Anchor text is the visible, clickable portion of a hyperlink. For an ordinary visitor it might look like nothing more than a coloured phrase, yet for Google it remains one of the strongest signals about the topic of the destination page. When hundreds of external links point to your site and all of them carry exactly the same wording, search engines treat that pattern as artificial rather than organic. This is the reason every anchor you acquire during a link-building campaign deserves individual thought instead of being cloned from the same template.
Types of anchor text and the weight each one carries
In practice there are several distinct forms of anchor text, and each of them is weighed differently by the search algorithm. Exact match anchors reproduce word for word the keyword you wish to rank for, such as the phrase "cheap hosting" pointing to your hosting page. Partial match anchors wrap that keyword inside a longer phrase, for instance "cheap hosting services in Tashkent". Branded anchors carry the name of your site or company, appearing as sayt.uz or SAYT INFO inside the link. Naked URLs simply expose the full address in the form of https://sayt.uz. Generic anchors include neutral expressions like click here, read more, or this page. Finally, when the link is wrapped around an image, the alt attribute plays the role of an anchor and deserves the same level of attention.
The post-Penguin era and the danger of exact match
Google launched the Penguin algorithm back in 2012 specifically to punish sites that had built their link profiles in artificial ways. In 2016 Penguin became part of the core algorithm, which means every new link is now evaluated in real time rather than during periodic refreshes. That change hit hardest the specialists who had relied on stuffing the same exact-match keyword into every anchor. What used to work — ordering a hundred links with the anchor "best hosting" — now guarantees that the site will be pushed far below the first page of results. In our own observation, one agency arranged fifty backlinks for a client and labelled every single one with the anchor "best SEO services". Within four months the organic traffic of that site dropped by ninety percent, and recovery required six months of disavow filings and rebuilding a more natural link profile from scratch.

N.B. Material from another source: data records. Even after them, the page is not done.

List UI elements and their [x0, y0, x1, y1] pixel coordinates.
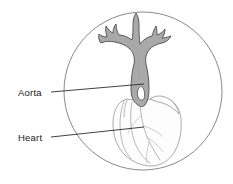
- label-heart: Heart: [18, 132, 42, 143]
- aortic-valve-opening: [137, 87, 144, 101]
- label-aorta: Aorta: [18, 87, 42, 98]
- diagram-canvas: Aorta Heart: [0, 0, 233, 184]
- anatomy-diagram: Aorta Heart: [0, 0, 233, 184]
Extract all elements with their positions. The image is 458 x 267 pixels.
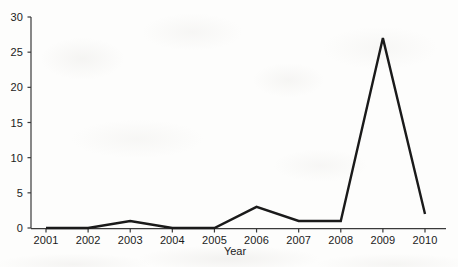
x-tick-label: 2007 — [286, 234, 311, 246]
x-tick-label: 2001 — [34, 234, 59, 246]
y-tick-label: 5 — [0, 187, 23, 199]
y-tick-label: 25 — [0, 46, 23, 58]
y-tick-label: 10 — [0, 152, 23, 164]
data-series-line — [46, 38, 425, 228]
x-tick-label: 2003 — [118, 234, 143, 246]
y-tick-label: 15 — [0, 117, 23, 129]
x-tick-label: 2010 — [413, 234, 438, 246]
y-tick-label: 20 — [0, 81, 23, 93]
x-tick-label: 2004 — [160, 234, 185, 246]
x-tick-label: 2008 — [328, 234, 353, 246]
x-tick-label: 2006 — [244, 234, 269, 246]
line-chart-figure: 051015202530 200120022003200420052006200… — [0, 0, 458, 267]
x-axis-title: Year — [224, 245, 246, 257]
plot-area — [0, 0, 458, 267]
y-tick-label: 30 — [0, 11, 23, 23]
y-tick-label: 0 — [0, 222, 23, 234]
x-tick-label: 2002 — [76, 234, 101, 246]
x-tick-label: 2009 — [370, 234, 395, 246]
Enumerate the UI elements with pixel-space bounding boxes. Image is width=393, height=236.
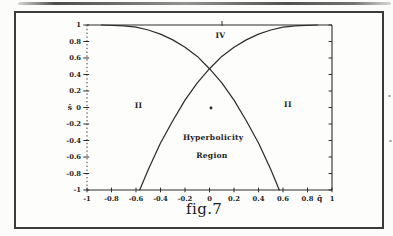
origin-point-marker (210, 107, 213, 110)
region-label: II (284, 100, 292, 109)
boundary-descending-curve (102, 25, 280, 190)
y-tick-label: 0 (76, 104, 81, 112)
y-tick-label: -1 (73, 186, 81, 194)
x-axis-label: q̂ (317, 194, 323, 203)
y-tick-label: -0.4 (66, 137, 81, 145)
x-tick-label: 0.8 (302, 195, 314, 203)
x-tick-label: 0.2 (228, 195, 240, 203)
y-tick-label: 0.6 (69, 54, 81, 62)
x-tick-label: -1 (83, 195, 91, 203)
x-tick-label: 1 (330, 195, 335, 203)
y-tick-label: 0.2 (69, 87, 81, 95)
figure-caption: fig.7 (186, 200, 222, 218)
region-label: Region (196, 151, 228, 160)
region-label: Hyperbolicity (183, 133, 244, 142)
x-tick-label: 0.4 (253, 195, 265, 203)
x-tick-label: -0.8 (104, 195, 119, 203)
y-tick-label: -0.2 (66, 120, 81, 128)
x-tick-label: -0.4 (153, 195, 168, 203)
y-tick-label: -0.8 (66, 170, 81, 178)
y-tick-label: 1 (76, 21, 81, 29)
y-axis-label: ŝ (68, 103, 72, 112)
x-tick-label: 0.6 (277, 195, 289, 203)
region-label: IV (216, 31, 226, 40)
y-tick-label: -0.6 (66, 153, 81, 161)
y-tick-label: 0.8 (69, 38, 81, 46)
x-tick-label: -0.6 (129, 195, 144, 203)
scanned-figure-page: 10.80.60.40.20-0.2-0.4-0.6-0.8-1-1-0.8-0… (0, 0, 393, 236)
y-tick-label: 0.4 (69, 71, 81, 79)
region-label: II (135, 101, 143, 110)
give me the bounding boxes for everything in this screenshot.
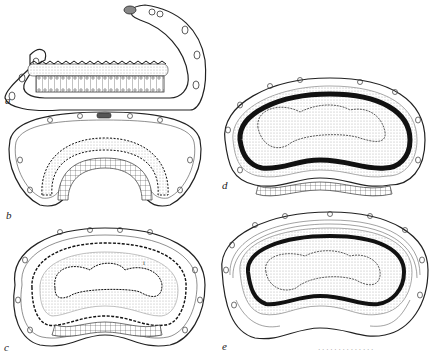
panel-c [14,228,205,347]
panel-e [222,212,428,339]
figure-canvas: a b i c [0,0,431,354]
panel-a [5,5,206,111]
panel-label-e: e [222,340,227,352]
panel-label-d: d [222,179,228,191]
panel-label-c: c [4,341,9,353]
caption-fragment: · · · · · · · · · · · · · · [318,346,373,354]
inner-label-i: i [143,259,145,267]
panel-b [9,112,201,206]
panel-label-b: b [6,209,12,221]
panel-label-a: a [5,94,11,106]
panel-d [225,78,425,196]
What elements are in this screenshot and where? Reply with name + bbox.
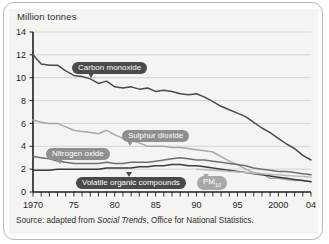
callout-pointer-nitrogen-oxide <box>57 159 63 164</box>
y-axis-tick-label: 14 <box>16 27 26 37</box>
x-axis-tick-label: 80 <box>110 200 120 210</box>
y-axis-tick-label: 6 <box>21 119 26 129</box>
source-suffix: , Office for National Statistics. <box>146 216 253 225</box>
callout-carbon-monoxide: Carbon monoxide <box>72 62 147 74</box>
callout-pm10-subscript: 10 <box>215 181 221 187</box>
chart-figure: Million tonnes 0246810121419707580859095… <box>0 0 329 244</box>
x-axis-tick-label: 90 <box>192 200 202 210</box>
source-publication: Social Trends <box>97 216 146 225</box>
chart-plot-area: 0246810121419707580859095200004 <box>0 0 329 244</box>
callout-pointer-sulphur-dioxide <box>127 141 133 146</box>
source-note: Source: adapted from Social Trends, Offi… <box>16 216 254 225</box>
callout-nitrogen-oxide: Nitrogen oxide <box>46 148 110 160</box>
y-axis-tick-label: 12 <box>16 50 26 60</box>
x-axis-tick-label: 85 <box>151 200 161 210</box>
x-axis-tick-label: 1970 <box>23 200 43 210</box>
x-axis-tick-label: 04 <box>306 200 316 210</box>
x-axis-tick-label: 2000 <box>268 200 288 210</box>
y-axis-tick-label: 8 <box>21 96 26 106</box>
x-axis-tick-label: 95 <box>232 200 242 210</box>
callout-volatile-organic-compounds: Volatile organic compounds <box>76 177 186 189</box>
y-axis-tick-label: 10 <box>16 73 26 83</box>
x-axis-tick-label: 75 <box>69 200 79 210</box>
source-prefix: Source: adapted from <box>16 216 97 225</box>
callout-pm10: PM10 <box>197 176 227 190</box>
y-axis-tick-label: 2 <box>21 164 26 174</box>
y-axis-tick-label: 0 <box>21 187 26 197</box>
callout-pointer-carbon-monoxide <box>88 73 94 78</box>
callout-pointer-volatile-organic-compounds <box>126 172 132 177</box>
callout-pointer-pm10 <box>203 174 209 179</box>
y-axis-tick-label: 4 <box>21 141 26 151</box>
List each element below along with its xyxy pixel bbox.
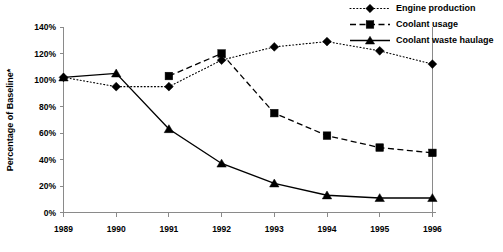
legend-label: Engine production [396,3,476,13]
legend-label: Coolant waste haulage [396,35,494,45]
y-tick-label: 120% [34,49,56,59]
y-tick-label: 80% [39,102,56,112]
x-tick-label: 1996 [423,224,442,234]
x-tick-label: 1994 [318,224,337,234]
diamond-marker-icon [112,82,121,91]
triangle-marker-icon [270,179,279,187]
diamond-marker-icon [165,82,174,91]
y-tick-label: 40% [39,155,56,165]
series-coolant-usage [165,50,436,157]
series-line [169,54,433,153]
y-tick-label: 20% [39,181,56,191]
y-tick-label: 140% [34,22,56,32]
square-marker-icon [366,21,374,29]
x-tick-label: 1989 [54,224,73,234]
square-marker-icon [323,132,331,140]
square-marker-icon [165,72,173,80]
square-marker-icon [429,149,437,157]
y-tick-label: 100% [34,75,56,85]
square-marker-icon [218,50,226,58]
x-tick-label: 1995 [370,224,389,234]
x-tick-label: 1990 [107,224,126,234]
x-axis-ticks: 1989 1990 1991 1992 1993 1994 1995 1996 [54,224,442,234]
legend-label: Coolant usage [396,19,458,29]
diamond-marker-icon [270,42,279,51]
square-marker-icon [376,144,384,152]
legend-item-coolant-waste-haulage[interactable]: Coolant waste haulage [350,35,494,45]
x-tick-label: 1991 [159,224,178,234]
chart-container: Percentage of Baseline* 140% 120% 100% 8… [0,0,503,252]
series-line [64,73,433,198]
legend-item-engine-production[interactable]: Engine production [350,3,476,13]
diamond-marker-icon [366,4,374,12]
triangle-marker-icon [217,159,226,167]
diamond-marker-icon [428,60,437,69]
y-axis-ticks: 140% 120% 100% 80% 60% 40% 20% 0% [34,22,56,218]
square-marker-icon [271,109,279,117]
y-axis-title: Percentage of Baseline* [5,68,15,171]
legend: Engine production Coolant usage Coolant … [350,3,494,45]
y-tick-label: 0% [44,208,57,218]
x-axis [64,213,437,218]
y-tick-label: 60% [39,128,56,138]
diamond-marker-icon [323,37,332,46]
x-tick-label: 1993 [265,224,284,234]
series-line [64,42,433,87]
series-layer [59,37,437,201]
line-chart: Percentage of Baseline* 140% 120% 100% 8… [0,0,503,252]
diamond-marker-icon [375,46,384,55]
y-axis [60,27,64,213]
legend-item-coolant-usage[interactable]: Coolant usage [350,19,458,29]
x-tick-label: 1992 [212,224,231,234]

What a natural distribution actually looks like
In an organic environment nobody linking to your site bothers to use the exact phrase you happen to be optimising for. People mention the brand, copy the address, or fall back on generic language. A healthy backlink profile therefore tends to follow roughly this distribution: about sixty percent of all incoming anchors are branded mentions, around twenty percent appear as naked URLs, close to ten percent fall into the partial match category, exact match anchors take no more than five percent, and the remaining five percent is shared between generic phrases and miscellaneous forms. These proportions are not a rigid law, yet significant deviations almost always indicate manipulation rather than organic growth. Once the share of exact match anchors crosses twenty percent of your profile, you have entered dangerous territory where algorithmic or manual penalties become a realistic threat.
A new approach in the AI-search era of 2026
Search systems built on artificial intelligence, including Google AI Overviews and other generative answer modules, now analyse the semantic meaning of a page far more deeply than they parse a single anchor. This shift means the anchor is no longer the sole signal: the surrounding paragraph, the overall topic of the page and the expertise of the linking domain are all weighed together. In practice a soft phrasing such as "you can review the pricing details" inside a hosting article, pointing to the domain pricing page of sayt.uz, is now correctly interpreted by the AI as a link about domains rather than hosting. Modern strategy therefore moves away from forcing keywords into every anchor and embraces natural, context-aware wording instead. The same principle applies to internal linking: when moving the visitor from one page to another inside your site, the logic of the user journey matters more than keyword density, so anchors should be varied and should never read as if they were inserted under duress.